4. Make races more visible. More TV coverage etc. She suggests this is a matter of 'political will' of the governing bodies of the sport.
My problems with these arguments?
4. Yes, but it's easier said than done.
What do others think?
I only know about 4. As no one else has said I'm going to throw an often overlooked observation to do with coverage into the arena. Apart from status consciously attributed as some sports have done, women's sports can get anywhere near parity usually when the events are integrated/run parallel/broadly at the same time. So Tennis, athletics and so on. I think this point is overlooked to a very considerable extent and people say 'yeah, get it on tv'. Well how? Well why not just integrate the events instead.
The article does actually **get** bits of what needs to be done, but it could have gone into more detail. In the UK a lot of 'minority' coverage does actually start out as red button or recorded on websites. That's not even just BBC. ITV4 actually went red button for a lot of their coverage of the TDF going back a few years ago, they even specially launched a red button service for it. They then decided to go whole hog. Similar things in (bits of) track cycling. Yes, really.
So my suggestions would be 1) what they've suggested
2) Try and get broadcasters to do the same with perhaps shorter clips. It might even be easier than they think to licence this sort of stuff to bulk up 'boring' content deserts like the BBC website. If they don't like it there are a lot of other things you can do like rider features. Maybe do it centrally.
3) explore red button type service possibilities
4) integrating some events would go a very long way to solving these problems.

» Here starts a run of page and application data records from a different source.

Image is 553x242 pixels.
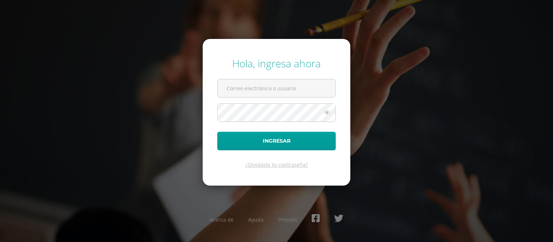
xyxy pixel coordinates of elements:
[217,132,336,150] button: Ingresar
[217,56,336,70] div: Hola, ingresa ahora
[248,216,263,223] a: Ayuda
[210,216,234,223] a: Acerca de
[218,79,335,97] input: Correo electrónico o usuario
[278,216,297,223] a: Presskit
[245,161,308,168] a: ¿Olvidaste tu contraseña?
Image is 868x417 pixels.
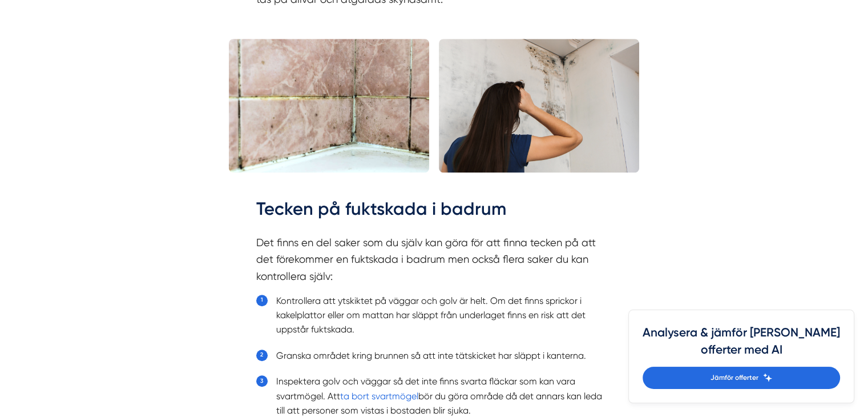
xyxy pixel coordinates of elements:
h4: Analysera & jämför [PERSON_NAME] offerter med AI [643,324,840,367]
li: Kontrollera att ytskiktet på väggar och golv är helt. Om det finns sprickor i kakelplattor eller ... [276,294,612,337]
img: Fuktskada badrum [439,39,640,173]
img: Fuktskada badrum - svartmögel [229,39,429,173]
a: Jämför offerter [643,367,840,389]
p: Det finns en del saker som du själv kan göra för att finna tecken på att det förekommer en fuktsk... [256,234,612,285]
a: ta bort svartmögel [340,391,419,402]
li: Granska området kring brunnen så att inte tätskicket har släppt i kanterna. [276,348,612,363]
span: Jämför offerter [710,372,758,383]
h2: Tecken på fuktskada i badrum [256,196,612,228]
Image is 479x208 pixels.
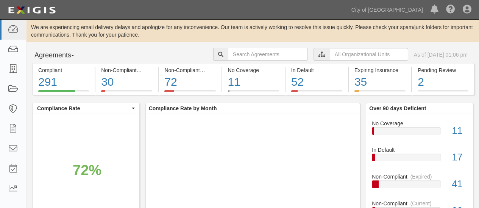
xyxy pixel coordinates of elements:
img: logo-5460c22ac91f19d4615b14bd174203de0afe785f0fc80cf4dbbc73dc1793850b.png [6,3,58,17]
div: Compliant [38,67,89,74]
div: In Default [291,67,342,74]
div: As of [DATE] 01:06 pm [414,51,467,59]
div: Non-Compliant [366,173,473,181]
div: 2 [417,74,468,90]
input: All Organizational Units [330,48,408,61]
a: Expiring Insurance35 [348,90,411,96]
a: No Coverage11 [222,90,285,96]
a: In Default17 [372,146,467,173]
div: In Default [366,146,473,154]
b: Compliance Rate by Month [149,106,217,112]
div: 30 [101,74,152,90]
a: Compliant291 [32,90,95,96]
div: Non-Compliant (Expired) [164,67,215,74]
div: We are experiencing email delivery delays and apologize for any inconvenience. Our team is active... [26,23,479,39]
div: (Current) [140,67,161,74]
button: Compliance Rate [33,103,139,114]
div: 72 [164,74,215,90]
div: 41 [446,178,473,191]
a: Pending Review2 [412,90,474,96]
div: Pending Review [417,67,468,74]
div: 52 [291,74,342,90]
div: No Coverage [228,67,279,74]
a: City of [GEOGRAPHIC_DATA] [347,2,426,17]
a: No Coverage11 [372,120,467,147]
div: 291 [38,74,89,90]
div: (Expired) [203,67,224,74]
a: Non-Compliant(Current)30 [95,90,158,96]
span: Compliance Rate [37,105,130,112]
i: Help Center - Complianz [446,5,455,14]
a: Non-Compliant(Expired)41 [372,173,467,200]
div: (Expired) [410,173,432,181]
div: 72% [73,160,101,181]
b: Over 90 days Deficient [369,106,426,112]
div: 17 [446,151,473,165]
div: Non-Compliant [366,200,473,208]
a: Non-Compliant(Expired)72 [159,90,221,96]
button: Agreements [32,48,89,63]
div: Expiring Insurance [354,67,405,74]
div: Non-Compliant (Current) [101,67,152,74]
a: In Default52 [285,90,348,96]
div: No Coverage [366,120,473,127]
div: 35 [354,74,405,90]
input: Search Agreements [228,48,308,61]
div: (Current) [410,200,431,208]
div: 11 [228,74,279,90]
div: 11 [446,124,473,138]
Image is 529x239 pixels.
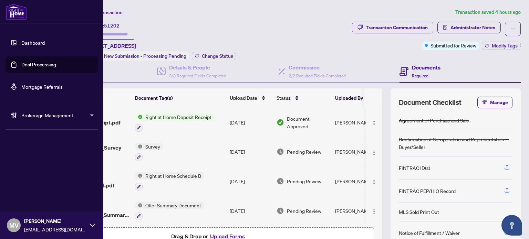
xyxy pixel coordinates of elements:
h4: Documents [412,63,441,72]
button: Status IconOffer Summary Document [135,202,204,220]
th: Uploaded By [332,89,384,108]
img: Document Status [277,148,284,156]
button: Manage [477,97,513,109]
img: Document Status [277,178,284,185]
button: Logo [369,206,380,217]
span: Survey [143,143,163,151]
span: [EMAIL_ADDRESS][DOMAIN_NAME] [24,226,86,234]
button: Status IconSurvey [135,143,163,162]
a: Mortgage Referrals [21,84,63,90]
td: [PERSON_NAME] [332,167,384,196]
img: Logo [371,209,377,215]
img: Status Icon [135,143,143,151]
img: Logo [371,179,377,185]
span: Required [412,73,429,79]
span: Right at Home Deposit Receipt [143,113,214,121]
img: Status Icon [135,172,143,180]
span: [PERSON_NAME] [24,218,86,225]
td: [DATE] [227,196,274,226]
th: Document Tag(s) [132,89,227,108]
span: Upload Date [230,94,257,102]
button: Change Status [192,52,236,60]
button: Logo [369,176,380,187]
article: Transaction saved 4 hours ago [455,8,521,16]
button: Logo [369,117,380,128]
span: 51202 [104,23,120,29]
div: Agreement of Purchase and Sale [399,117,469,124]
span: Manage [490,97,508,108]
span: Pending Review [287,148,321,156]
h4: Details & People [169,63,226,72]
button: Transaction Communication [352,22,433,33]
div: FINTRAC ID(s) [399,164,430,172]
span: 3/3 Required Fields Completed [169,73,226,79]
img: logo [6,3,27,20]
span: solution [443,25,448,30]
img: Logo [371,121,377,126]
button: Status IconRight at Home Schedule B [135,172,204,191]
img: Status Icon [135,202,143,209]
span: MV [9,221,19,230]
td: [DATE] [227,167,274,196]
a: Dashboard [21,40,45,46]
span: Pending Review [287,207,321,215]
button: Logo [369,146,380,157]
img: Logo [371,150,377,156]
span: ellipsis [511,27,515,31]
a: Deal Processing [21,62,56,68]
div: MLS Sold Print Out [399,208,439,216]
td: [PERSON_NAME] [332,196,384,226]
button: Administrator Notes [437,22,501,33]
span: Right at Home Schedule B [143,172,204,180]
span: Modify Tags [492,43,518,48]
div: Notice of Fulfillment / Waiver [399,229,460,237]
button: Open asap [502,215,522,236]
span: 2/2 Required Fields Completed [289,73,346,79]
span: Administrator Notes [451,22,495,33]
td: [DATE] [227,108,274,137]
span: Offer Summary Document [143,202,204,209]
div: Confirmation of Co-operation and Representation—Buyer/Seller [399,136,513,151]
span: Brokerage Management [21,112,93,119]
span: [STREET_ADDRESS] [85,42,136,50]
th: Status [274,89,332,108]
span: New Submission - Processing Pending [104,53,186,59]
span: Status [277,94,291,102]
span: Pending Review [287,178,321,185]
button: Status IconRight at Home Deposit Receipt [135,113,214,132]
div: Status: [85,51,189,61]
td: [DATE] [227,137,274,167]
span: Change Status [202,54,233,59]
td: [PERSON_NAME] [332,137,384,167]
h4: Commission [289,63,346,72]
span: Submitted for Review [431,42,476,49]
span: Document Approved [287,115,330,130]
img: Status Icon [135,113,143,121]
div: Transaction Communication [366,22,428,33]
img: Document Status [277,119,284,126]
img: Document Status [277,207,284,215]
span: Document Checklist [399,98,462,107]
button: Modify Tags [482,42,521,50]
span: View Transaction [86,9,123,16]
td: [PERSON_NAME] [332,108,384,137]
div: FINTRAC PEP/HIO Record [399,187,456,195]
th: Upload Date [227,89,274,108]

I know what people are going to say about integrating it. It can't be done and so on. The Giro donne is the only grand tour left. The 2012 variant was 9 stages. If you look at the mens and the rest days, mountain days, days spent in denmark/holland/the moon/whatever and time trials I think it's doable. All you do is be smart. The events don't even need to overlap. You could have the first 2 days of the Giro Donne run before the mens even starts and have a duality between 'days'. There are loads of dualities you could think up:- mens TT and women's gruelling mountain stage; men's rest day - women's long flat stage (perhaps even filling in some of the gaps; women's TT. Some of them would even add to the viewing experience. A rest day for viewers? Nope, you get a top end women's stage to watch rather than listening to Roche pontificating in the studio instead.